As dappled evening sunshine filled the historic Canongate Kirk, near the foot of the Royal Mile, a large audience filled the powder blue-coloured pews under the Colours of the King’s Own Scottish Borderers and the Royal Scots for an evening of music by Handel.

Ludus Baroque is an Edinburgh group which gives two or three concerts a year in Canongate Kirk and is conducted by the church’s director of music, Richard Neville-Towle. The instrumental musicians are hand-picked from across the UK – as is the chorus, drawn from Britain’s finest early music consorts. I recognised some faces from The Sixteen, as well as a Scottish Opera emerging artist, in the ranks of nineteen singers, which included two male altos. With a soloist line-up of Sophie and Mary Bevan, Tim Mead, Ed Lyon and William Berger, we really had to pinch ourselves to remind us that although many of these performers would have been very much at home on the platforms of the main Edinburgh International Festival, this concert was in fact a Fringe show.

At a Baroque concert, the entertainment really begins with the parade of instruments: oversized violas, double basses with five strings and frets, antique pale wood oboes, ancient bassons with clattery keys, long trumpets with no valves, and horns with crooks. It is always exciting wondering what they will sound like, because every Baroque group is different.

The third and final version of Handel’s little-known oratorio The Triumph of Time and Truth, here played in a fresh performing edition by early music expert Clifford Bartlett, was premièred in 1757, just two years before the death of the composer. The piece is typical Handel oratorio, in three parts beginning with the overture and opening chorus followed by a series of recitatives and da capo arias for the soloists and a few more choruses along the way. The story is not from scripture, but has its origins in a morality play by Cardinal Benedetto Pamphilj, Handel’s patron in Rome. So here is the tale of Beauty, beguiled by Pleasure’s promise of eternal youth, cajoled by Deceit, but who is ultimately tempered by Time and Truth.

The overture began, introducing us to the wonderful Baroque sounds from the old instruments, Neville-Towle swinging both arms and urging the players into magnificent flourishes. Trumpets and timpani accompanied this and the opening chorus, proclaiming that “Time is supreme” and will be respected by the wise. Even with a packed audience, it was clear that the building’s acoustic was almost made for this music.

One of the delights of listening to Handel is the da capo arias, where the soloist sings the first part, then the middle section before returning to the first, which is repeated with ornaments. Here, all soloists got a chance to show off, and we were not disappointed. Sophie Bevan, showing us why she has just won the Times and Sky Arts Emerging Artist award, sang Beauty with her bell-clear soprano rising to the roof. Her aria “Ever-flowing tides of pleasure”, set against a bouncy continuo and with exchanged phrases between first and second violins, was one of several highlights of the evening. Not to be outdone, to end the first half, Tim Mead’s lovely countertenor was simply outstanding in a superbly moving performance of Truth’s slow aria “Mortals think that time is sleeping” with two recorders and violas supporting the continuo.

Elsewhere, there was lots to admire: six solo singers from the choir blended perfectly against the rest of the chorus in “Pleasure submits to pain”. In the corner of temptation, tenor Ed Lyon’s Pleasure, dressed in black but with a daring red belt, and Mary Bevan’s Deceit were good, strong performances as well. Very occasionally, the tempo got a little fast and would have benefited from steadying in Deceit’s aria in Part 3, where there was simply not quite enough time to get all the words out.

As the evening light faded from the Kirk’s windows, Beauty cast herself up to her Guardian Angels in an aria of exquisite melancholy. To celebrate the eventual triumph of Time and Truth over Beauty, the oratorio ended with a Halleluja Chorus: Neville-Towle had the sopranos and altos, and then the tenors and basses, stand for their entries, and then we in the audience did as well, as tradition dictates for Handel’s Hallelujas.

This was a very special evening of world-class music, and for one performance only. Ludus Baroque’s concerts are usually described as unmissable. I was so glad to have caught this performance.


= Directions =
The response must consist of the lines below from the one with "You are a GUI" through the one with "Task: Click on", exactly as they appear and with both ends kept.
___
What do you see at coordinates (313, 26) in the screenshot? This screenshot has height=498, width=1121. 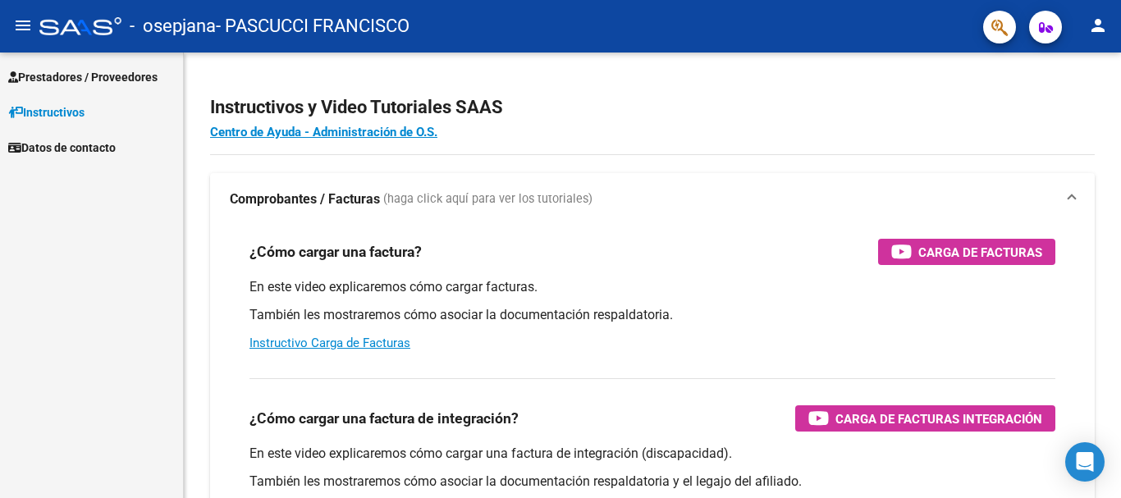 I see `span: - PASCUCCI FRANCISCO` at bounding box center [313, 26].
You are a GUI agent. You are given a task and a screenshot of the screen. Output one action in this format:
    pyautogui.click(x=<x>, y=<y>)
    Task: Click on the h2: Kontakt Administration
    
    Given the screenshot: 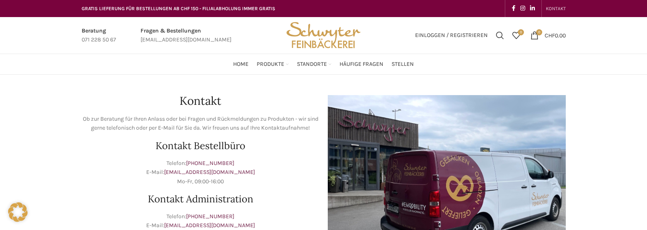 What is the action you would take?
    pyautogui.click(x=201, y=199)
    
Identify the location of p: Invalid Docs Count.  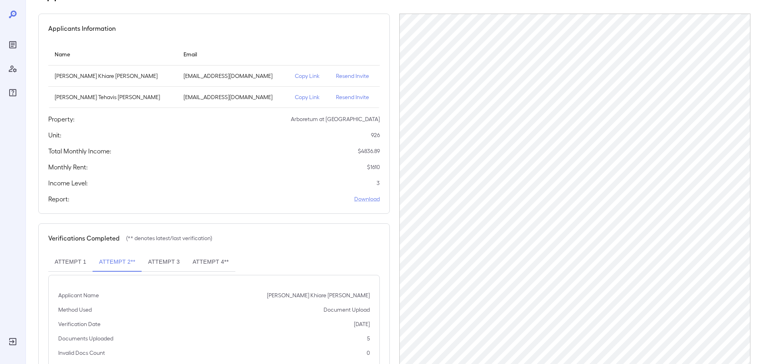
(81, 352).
___
= Answer section =
You are a GUI agent. You are given a task and a screenshot of the screen. Output one action in this format:
    pyautogui.click(x=<x>, y=<y>)
    Task: Click on the h2: Kontakt Administration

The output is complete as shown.